Hi,
I am trying to leverage max performance out of elasticsearch by moving the
whole data to main memory, my whole data set and index are like 2GB and I
have huge amount of ram, I want to move everything to main memory.
My current setting is index.storage.type as memory and used
gateway.type=fs.
While indexing everything is stored in main memory, but when I restart
elasticsearch, it doesn't move the index to main memory(RAM).
I have the following settings in my elasticsearch.yml
On Friday, August 17, 2012 5:38:57 AM UTC-4, Jalal wrote:
Hi,
I am trying to leverage max performance out of elasticsearch by moving
the whole data to main memory, my whole data set and index are like 2GB and
I have huge amount of ram, I want to move everything to main memory.
My current setting is index.storage.type as memory and used
gateway.type=fs.
While indexing everything is stored in main memory, but when I restart
elasticsearch, it doesn't move the index to main memory(RAM).
I have the following settings in my elasticsearch.yml
On Friday, August 17, 2012 5:38:57 AM UTC-4, Jalal wrote:
Hi,
I am trying to leverage max performance out of elasticsearch by moving
the whole data to main memory, my whole data set and index are like 2GB and
I have huge amount of ram, I want to move everything to main memory.
My current setting is index.storage.type as memory and used
gateway.type=fs.
While indexing everything is stored in main memory, but when I restart
elasticsearch, it doesn't move the index to main memory(RAM).
I have the following settings in my elasticsearch.yml
I was able to store the entire index to RAM by using the setting below
while indexing the data but now the problem is the RAM usage by
Elasticsearch is almost three times the size of the index.
store.type" : "memory"
gateway.type: fs
Lucene will often use up to three times the size of the index due to
the merging of existing segments. Segments are merged in the
background in paralel with the existing index, so more disk (if using
a disk based store) or memory will be used. How many updates are you
doing?
I was able to store the entire index to RAM by using the setting below while
indexing the data but now the problem is the RAM usage by Elasticsearch is
almost three times the size of the index.
store.type" : "memory"
gateway.type: fs
please note that store type "memory" is not the size of the index as you
would expect from a simple cache, it uses a ByteBuffer directory where each
file is segmented into many buffers.
please note that store type "memory" is not the size of the index as you
would expect from a simple cache, it uses a ByteBuffer directory where each
file is segmented into many buffers.
Yes, the warmer API is great for the case you have queries that run only
fast with all documents or values in memory. When a node just comes up, the
caches are not filled and queries tend to be slow. Instead of filling the
cache by the queries coming in, and user experiencing slow response times,
you can use the warmer API to reduce the numbers of slow queries in the
beginning of a node's lifetime.
Best regards,
Jörg
On Monday, September 17, 2012 2:49:07 PM UTC+2, Jalal wrote:
Thanks ,
So it's better to use something like warmer API, right?
On Tue, Sep 4, 2012 at 1:23 PM, Jörg Prante <joerg...@gmail.com<javascript:>
wrote:
Hi Jalal,
please note that store type "memory" is not the size of the index as you
would expect from a simple cache, it uses a ByteBuffer directory where each
file is segmented into many buffers.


[DIRECTIONS FOR THIS TASK] Images should be left out, and everything else in the listing reproduced exactly.

[ENTRIES PROVIDED]
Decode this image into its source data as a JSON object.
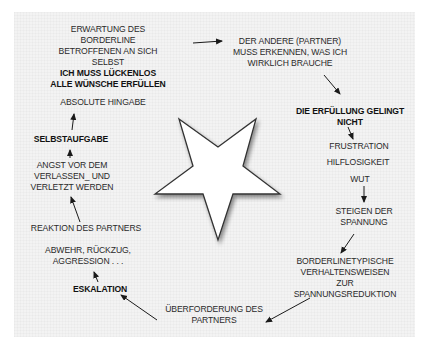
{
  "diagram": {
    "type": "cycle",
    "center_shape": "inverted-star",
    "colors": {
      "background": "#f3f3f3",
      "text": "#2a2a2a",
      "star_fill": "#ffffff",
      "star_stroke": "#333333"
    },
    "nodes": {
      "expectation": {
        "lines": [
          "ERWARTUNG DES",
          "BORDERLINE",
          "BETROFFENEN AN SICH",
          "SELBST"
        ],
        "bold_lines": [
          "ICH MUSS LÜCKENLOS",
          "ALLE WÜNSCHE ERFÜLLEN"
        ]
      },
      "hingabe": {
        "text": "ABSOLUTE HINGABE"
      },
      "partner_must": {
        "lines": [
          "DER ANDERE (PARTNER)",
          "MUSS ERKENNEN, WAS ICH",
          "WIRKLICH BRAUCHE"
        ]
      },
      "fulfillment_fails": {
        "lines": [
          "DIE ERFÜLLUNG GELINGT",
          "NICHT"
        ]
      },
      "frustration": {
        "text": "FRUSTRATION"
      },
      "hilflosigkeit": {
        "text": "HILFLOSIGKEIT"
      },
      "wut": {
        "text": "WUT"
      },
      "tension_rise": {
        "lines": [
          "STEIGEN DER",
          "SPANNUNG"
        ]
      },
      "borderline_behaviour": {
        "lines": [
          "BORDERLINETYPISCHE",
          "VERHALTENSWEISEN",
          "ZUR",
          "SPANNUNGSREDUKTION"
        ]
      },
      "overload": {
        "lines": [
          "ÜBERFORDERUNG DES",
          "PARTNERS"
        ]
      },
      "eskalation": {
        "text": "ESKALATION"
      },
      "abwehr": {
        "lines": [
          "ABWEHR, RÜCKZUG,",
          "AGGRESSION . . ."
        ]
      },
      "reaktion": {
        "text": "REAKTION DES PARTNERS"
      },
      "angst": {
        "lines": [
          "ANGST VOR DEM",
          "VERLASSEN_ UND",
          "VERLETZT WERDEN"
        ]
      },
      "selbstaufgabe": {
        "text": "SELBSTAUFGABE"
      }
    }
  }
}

[OUTPUT OF THE EXERCISE]
Decode this image into its source data as a JSON object.
{
  "diagram": {
    "type": "cycle",
    "center_shape": "inverted-star",
    "colors": {
      "background": "#f3f3f3",
      "text": "#2a2a2a",
      "star_fill": "#ffffff",
      "star_stroke": "#333333"
    },
    "nodes": {
      "expectation": {
        "lines": [
          "ERWARTUNG DES",
          "BORDERLINE",
          "BETROFFENEN AN SICH",
          "SELBST"
        ],
        "bold_lines": [
          "ICH MUSS LÜCKENLOS",
          "ALLE WÜNSCHE ERFÜLLEN"
        ]
      },
      "hingabe": {
        "text": "ABSOLUTE HINGABE"
      },
      "partner_must": {
        "lines": [
          "DER ANDERE (PARTNER)",
          "MUSS ERKENNEN, WAS ICH",
          "WIRKLICH BRAUCHE"
        ]
      },
      "fulfillment_fails": {
        "lines": [
          "DIE ERFÜLLUNG GELINGT",
          "NICHT"
        ]
      },
      "frustration": {
        "text": "FRUSTRATION"
      },
      "hilflosigkeit": {
        "text": "HILFLOSIGKEIT"
      },
      "wut": {
        "text": "WUT"
      },
      "tension_rise": {
        "lines": [
          "STEIGEN DER",
          "SPANNUNG"
        ]
      },
      "borderline_behaviour": {
        "lines": [
          "BORDERLINETYPISCHE",
          "VERHALTENSWEISEN",
          "ZUR",
          "SPANNUNGSREDUKTION"
        ]
      },
      "overload": {
        "lines": [
          "ÜBERFORDERUNG DES",
          "PARTNERS"
        ]
      },
      "eskalation": {
        "text": "ESKALATION"
      },
      "abwehr": {
        "lines": [
          "ABWEHR, RÜCKZUG,",
          "AGGRESSION . . ."
        ]
      },
      "reaktion": {
        "text": "REAKTION DES PARTNERS"
      },
      "angst": {
        "lines": [
          "ANGST VOR DEM",
          "VERLASSEN_ UND",
          "VERLETZT WERDEN"
        ]
      },
      "selbstaufgabe": {
        "text": "SELBSTAUFGABE"
      }
    }
  }
}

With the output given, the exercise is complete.